Scully-Welsh confronts rare case of acute myeloid leukemia

Delivering bad news is something no doctor enjoys, but it is part of the job for Scully-Welsh medical hematologist and oncologist Dr. Suzanne Kirby.

Just last August, for example, she had to tell an affable and easy-going patient, whose main complaint at the time was that he was feeling “tired,” that he needed a lot more than a nap.

She informed him that he had leukemia, specifically “myelodysplastic syndrome” or MDS, and “acute myeloid leukemia,” and needed extensive treatment.

Given that diagnosis, the term “bad news” is something of an understatement. According to the American Society of Clinical Oncology, the current five-year survival rate for acute myeloid leukemia patients in only 27 percent.

Leukemia, in the words of Medical News Today, “is a cancer of the blood or bone marrow” that usually affects white blood cells and is most likely to afflict people over the age of 55.

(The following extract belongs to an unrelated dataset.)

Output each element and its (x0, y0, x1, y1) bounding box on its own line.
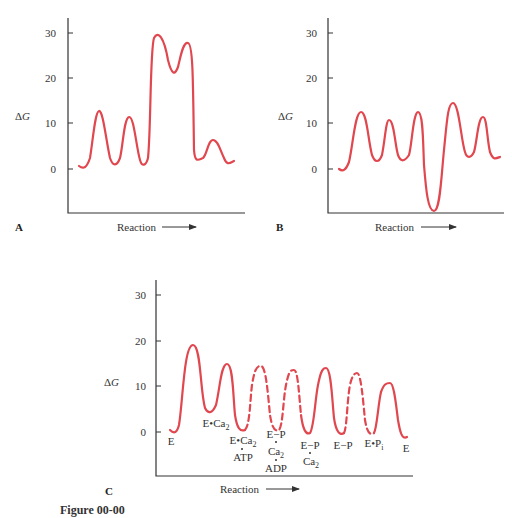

AML is a particularly fast-growing form of blood cancer in which “the body makes unhealthy blood-forming cells that don’t develop properly,” according to bethematch.org and the National Bone Marrow Donor Program.

The diseased cells grow very rapidly and prevent the bone marrow from making normal red blood cells, white blood cells and platelets.

The result is the body can’t fight infections and it can’t stop bleeding.

The diagnosis was daunting not just to the patient but to the doctor, too, since Kirby knew that “we had not treated an acute leukemia patient at this institution before.”

But Kirby was up to the challenge, with a couple of aces up her sleeve in the form of newly approved drugs and sophisticated genetic testing.

“There have been a number of new drugs approved for acute leukemia this year, including one named Vyxeos. We haven’t had a lot of new drugs for acute leukemia in a long time,” so the new medicines are “exciting.”

“The neat thing about the Vyxeos,” Kirby continues, “is they’ve taken two drugs we’ve used for many, many years – Daunorubicin and Cytarabine – for acute leukemia induction therapy, which is where you try to really blast them to get rid of all those leukemia cells in the marrow,” and used them in a new way.

“With Vyxeos, they coated those same drugs in a lipid membrane so the drug is inside of a lipid bubble,” which causes the medicine to migrate to places “where there are a lot of other lipids … like in your bone marrow.”

In other words, the drug is attracted to the very area that needs it.

Vyxeos has been approved specifically for patients with myelodysplastic AML so, Kirby says, this particular patient “is a perfect candidate to get it.”

But Kirby admits Vyxeos therapy is no picnic.

This particular drug combination, she explains, has “a lot of toxicity” and will “wipe out your blood counts” and may cause the lining of the mouth and the intestines to get raw and extremely uncomfortable and can also become a source of infections. People also sometimes lose their hair on this combo and, frankly, they often feel “terrible.”

Meanwhile, on the genetics side, using what Kirby calls “some very sensitive genetic tests and next generation sequencing,” she was able to spot a specific gene mutation in her patient – a critical piece of information, as it happens, since the FDA just approved another new drug called “Idhifa” to treat this particular mutation.

Despite those successes, there’s still a long road ahead for Kirby’s patient.

With those drugs, the patient’s AML is now in remission, which means he can begin the bone marrow transplant process with the hope new marrow will someday begin producing healthy, mature blood cells.

But both patient and doctor are aware that, as Kirby says, “any leukemia in an adult is always tough. The long-term prognosis – if you just went by numbers – is probably about 25 percent. [However], as well as he’s doing getting into remission, he might be up closer to the 50 percent if we do well with the right donor.”

As the patient prepares for what is likely a three-month transplant process, Kirby probably wishes she could clone his outlook to share with future patients.

With a combination of resolve and quiet understatement, he says, “I’m a person who likes challenges. I’ve always kind of looked forward to challenges. And this is one of the big ones.”

Dr. Suzanne Kirby is with the Scully-Welsh Cancer Center and has offices at 3555 10th Court in Vero Beach. The phone number is 772-226-4810.